Press Room

Media, Memory, and the March on Washington: A Public Program of the National Communication Association in Partnership with the Newseum Institute

July 18, 2013
Event
NCA News, Race/Class/Gender, Social Justice

Communication scholars and journalists join together to discuss how we teach and whatwe have learned about the speech that changed America  

Washington, DC  -  Fifty years have passed since Martin Luther King, Jr., presented his famous “I Have a Dream” speech from the steps of the Lincoln Memorial.  Since that hot August day in 1963, Americans from all walks of life have pondered, criticized, praised, and appreciated the power of King’s words.

Rather than simply adding to the array of encomiums that will undoubtedly emerge for the golden anniversary of King’s oratory, this program brings together academic scholars and journalists who covered the March on Washington to provide a different perspective. 

How have we remembered King’s speech? How have the speech and March been portrayed, represented, and understood in the media, by journalists, in popular culture? How do we teach this speech and what do we learn about this oration that changed America? What does it mean to Americans and America, fifty years later?

 

WHEN:            Discussion to be held at The Newseum in Washington, DC
                        Knight Television Studio, 6th Street entrance (6th & Penn)
                        Monday, July 29th, 2013
                        Doors open at 1:30pm; Program begins promptly at 2:00pm
                        RSVP: ariskind@natcom.org

 

WHO:                                                   

Moderator 

Gene Policinski, the chief operating officer of the Newseum Institute and a veteran journalist, co-writes the weekly, nationally distributed column, “Inside the First Amendment.” A long-time proponent of diversity in journalism and First Amendment education, Policinski came to the Freedom Forum in 1996 from USA Today, where he was one of its founding editors. 

Panelists 

Carole Blair is a professor in the Department of Communication Studies at the University of North Carolina at Chapel Hill. Her research focuses on rhetoric’s crucial role in understanding visual and material phenomena. She studies the rhetorics of commemorative places and artworks of the 20th Century United States.   

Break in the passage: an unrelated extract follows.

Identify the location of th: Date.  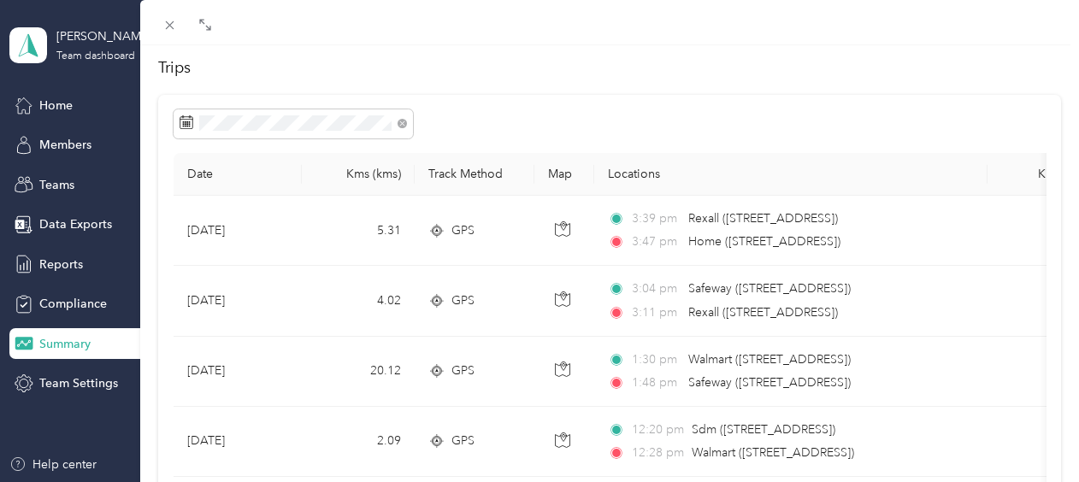
(238, 174).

Frank Bond, a veteran broadcast journalist, is the Freedom Forum and Newseum’s correspondent for its broadcast programming, and has been instrumental in the creation of the Newseum’s Civil Rights Movement library. He began his career at WBAL TV in Baltimore, worked for Gannett News Service/TV in the mid-1980s, and then for WUSA TV in DC as a general assignment reporter. 

Richard Prince, a veteran journalist, writes “Richard’s Prince’s Journal-isms,” a news column on diversity issues for the Maynard Institute for Journalism Education. Prince chairs the Diversity Committee of the Association of Opinion Journalists, and previously chaired the Media Monitoring Committee of the National Association of Black Journalists.  He spent 18 years at the Washington Post, 15 years at the Democrat and Chronicle in Rochester, NY, and from its founding in 2002 until 2007, he edited the Black College Wire. 

Catherine Squires, an associate professor in the Department of Communications Studies at the University of Minnesota, explores when and how racial identities emerge in mass media; what culture and history producers and audiences draw on in racial discourse; and how people see other identities.  She has written a number of books, including Dispatches from the Color Line, and African Americans and the Media. Her next book, The Post-racial Mystique, will be published in early 2014. 

Kirt Wilson is an associate professor in the Communication Arts and Sciences Department at The Pennsylvania State University. He has expertise in U.S. political communication, Reconstruction Era Politics, African American public discourse, the Civil Rights Movement, and rhetorical theory and criticism. His books include Making the Case: Advocacy and Judgment in Public Argument and Reconstruction’s Desegregation Debate: The Politics of Equality and the Rhetoric of Place.     

About the National Communication Association

The National Communication Association (NCA) advances Communication as the discipline that studies all forms, modes, media, and consequences of communication through humanistic, social scientific, and aesthetic inquiry. NCA serves the scholars, teachers, and practitioners who are its members by enabling and supporting their professional interests in research and teaching. Dedicated to fostering and promoting free and ethical communication, NCA promotes the widespread appreciation of the importance of communication in public and private life, the application of competent communication to improve the quality of human life and relationships, and the use of knowledge about communication to solve human problems. NCA supports inclusiveness and diversity among our faculties, within our membership, in the workplace, and in the classroom; NCA supports and promotes policies that fairly encourage this diversity and inclusion.